Bengtsson, who was born on Sweden's west coast and raised in Stockholm, was the pastry chef at Aquavit for four years until this spring, when she took command of the entire kitchen and earned the restaurant a second Michelin star. Those who were already paying attention to her work on desserts might have noticed the chef’s style quietly evolving in the pastry kitchen, pushing the aesthetics toward something less stark. Bengtsson rarely emerges from the back of the house, but her dishes can be stylishly loud, glamorous, and complex, often wearing many layers of texture and color.
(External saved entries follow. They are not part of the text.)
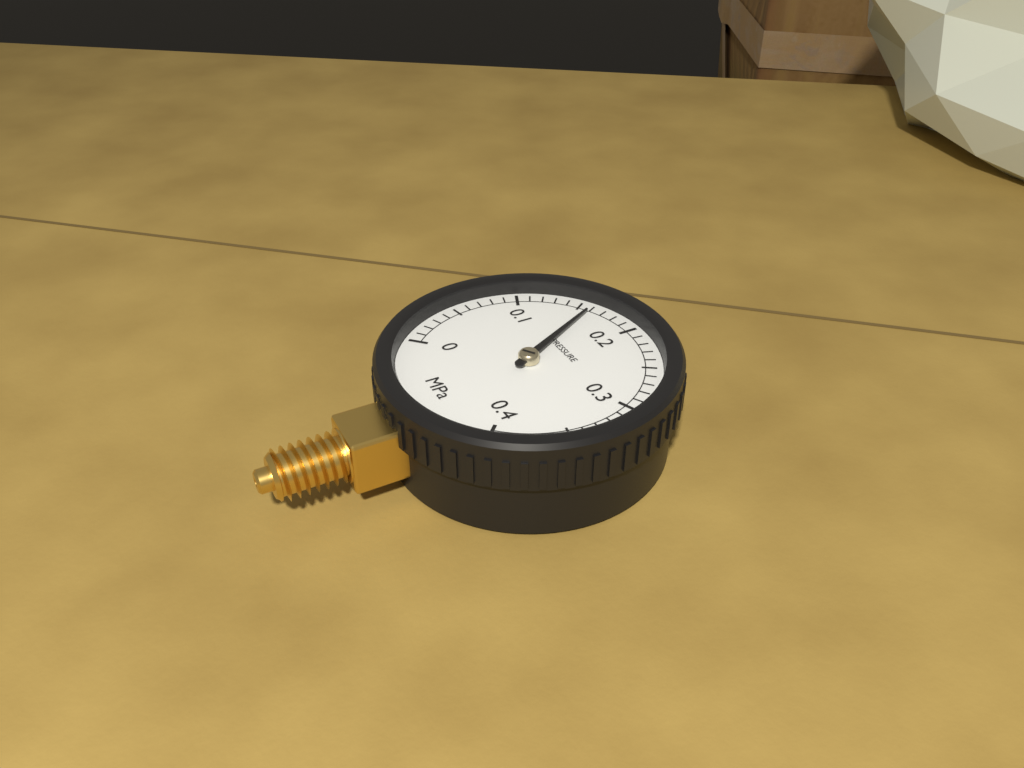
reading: 0.16 MPa
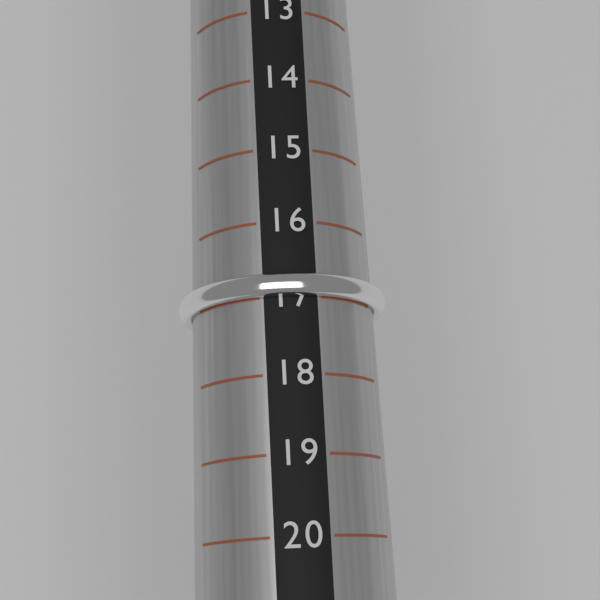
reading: 17 (no unit)
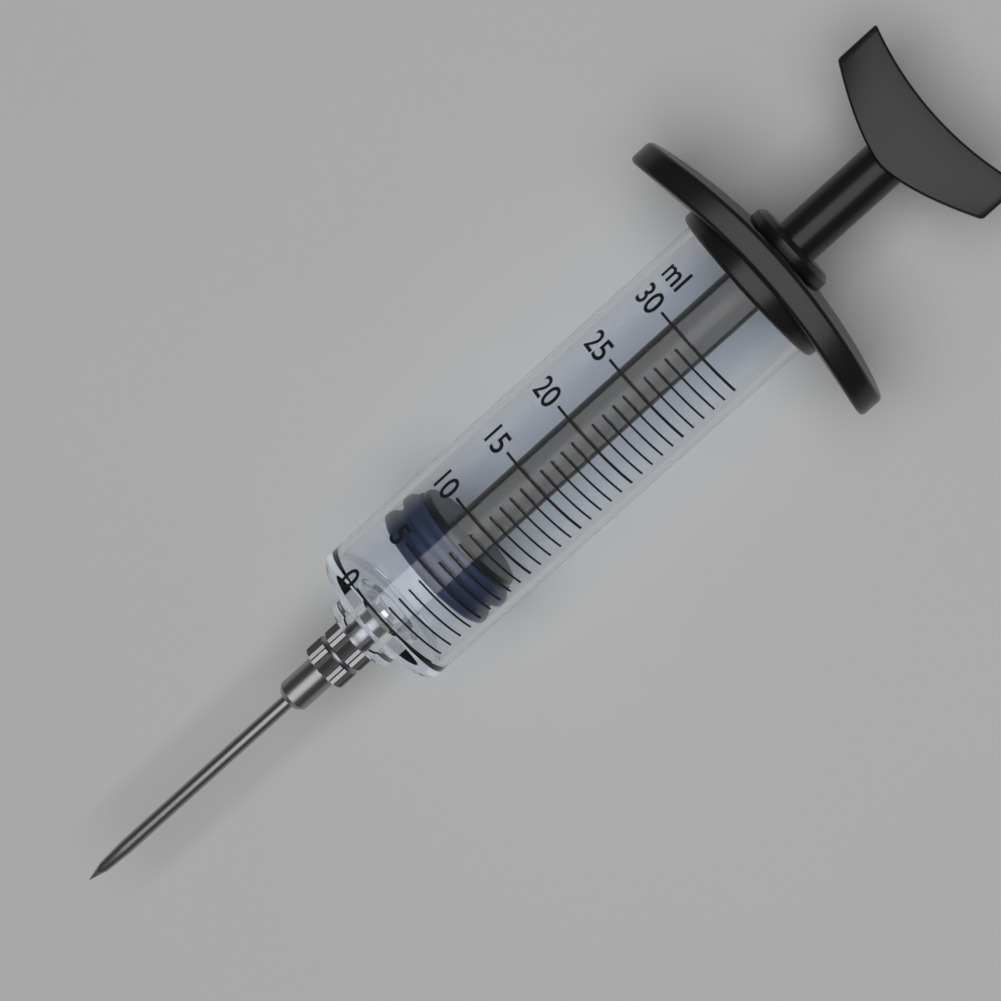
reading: 4 ml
Take the dessert that closes out the tasting menu. Bengtsson first introduced her Arctic Bird's Nest in 2011 to replace a fine, but predictably presented dessert of goat cheese parfait and blueberries called the Arctic Circle. She reconfigured the elements into something far more extravagant and wild-looking, and it has evolved over the years into a proper masterpiece. It’s now a cool, egg-shaped parfait in a delicately thin shell of white chocolate that hides a soft, jammy core of sea buckthorn gel resembling a softly cooked yolk. The egg is cradled in thin strands of crisp pastry, and knotted with blossoms and pea shoots, twigs made of tempered chocolate, and a fine snow of frozen yogurt. The dish is stunning and delicious, with savory notes. It’s also one of the few plates where a bit of gold leaf has made me smile, instead of roll my eyes. That’s because here the fluttering, battered piece of gold caught in the nest isn’t there to distract the eater from a mediocre dessert, as it usually is, but to add a detail to the story -- it makes it easy to imagine being this bird, snatching up something shiny.